The great blizzard of 2013 is fading into memory now. Within 48 hrs the pristine snow, in Boston at least, had acquired that yucky, sloppy, urban blackness. Fortunately, I got out early on the first two days and did some photography. Hopefully, you will find some of it interesting.
Snow is curious and nontrivial to photograph. I still have a lot to learn and have yet to truly achieve tone on tone. Rather I wind up defaulting to high contrast in the image, that is letting it range from black to white. I experimented with plus and minus on the exposure. In general you wind up with double peaked histograms. If you photograph the snow alone the dynamic range is tight and the images can become very high contrasty and abstract, if you equalize the histogram.

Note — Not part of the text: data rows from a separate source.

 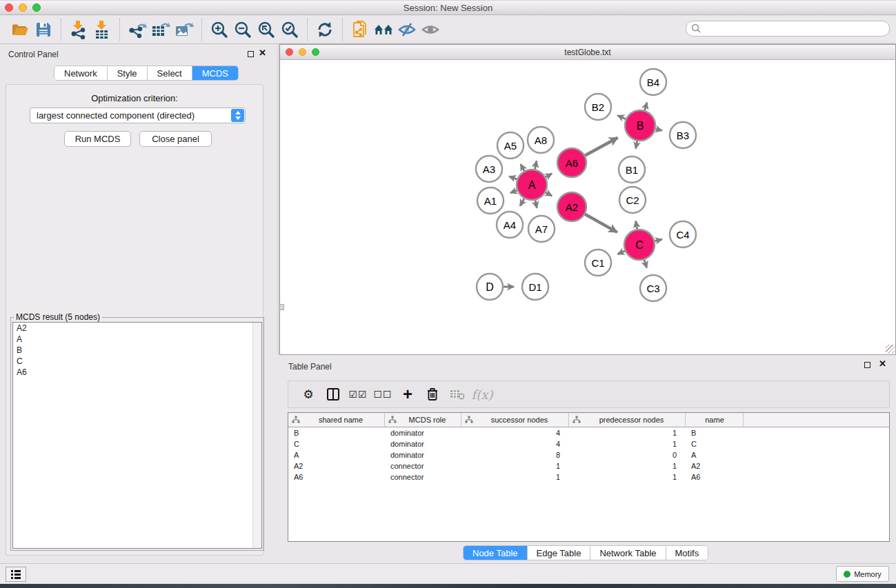 What do you see at coordinates (862, 574) in the screenshot?
I see `memory-button: Memory` at bounding box center [862, 574].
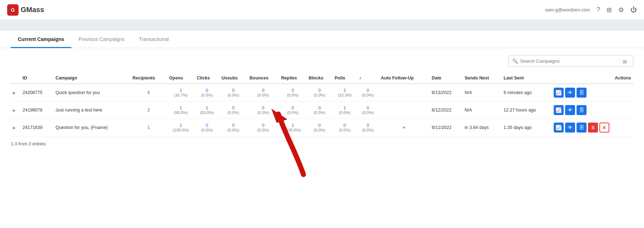 This screenshot has height=228, width=644. What do you see at coordinates (322, 61) in the screenshot?
I see `search-row: 🔍 ⚌` at bounding box center [322, 61].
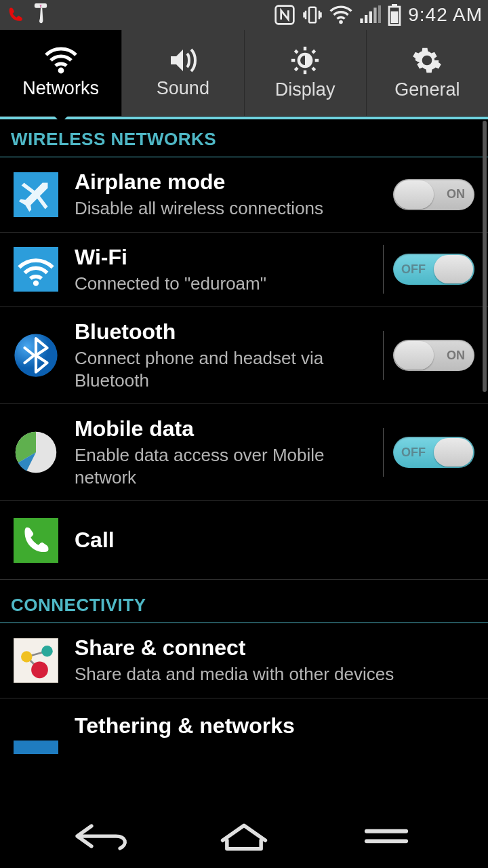  What do you see at coordinates (394, 15) in the screenshot?
I see `battery-icon` at bounding box center [394, 15].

Today I’d like to focus on what I call geometrics. The first (Figure 1) is an image of hand-railing slats projecting deep shadows on a pristine alabaster and flat snow bed, whicj is the deck of a front porch. You tend to think of snow as cold, which would suggest blue/green toning as preferred, but here I chose a deep sepia tone and like the effect.
The second (Figure 2) is an image of wind blown peaks on a field of snow. Strong wind defines a blizzard and the effects can be abstract and very pleasing. I’m really drawn to this kind of subject matter – nature’s abstractions. Here a subtle and colder blue/green toning seemed best.
Another, wind effect are the beautiful undulating waves seen in Figure 3. Again a cold blue/green tone seemed most appropriate. The image required a lot of cropping. The effect seems to me very abstract and mysterious. Snow would not be what first comes to my mind if asked what I am looking at. It might as easily be sand or even the surface of a quart of iced cream.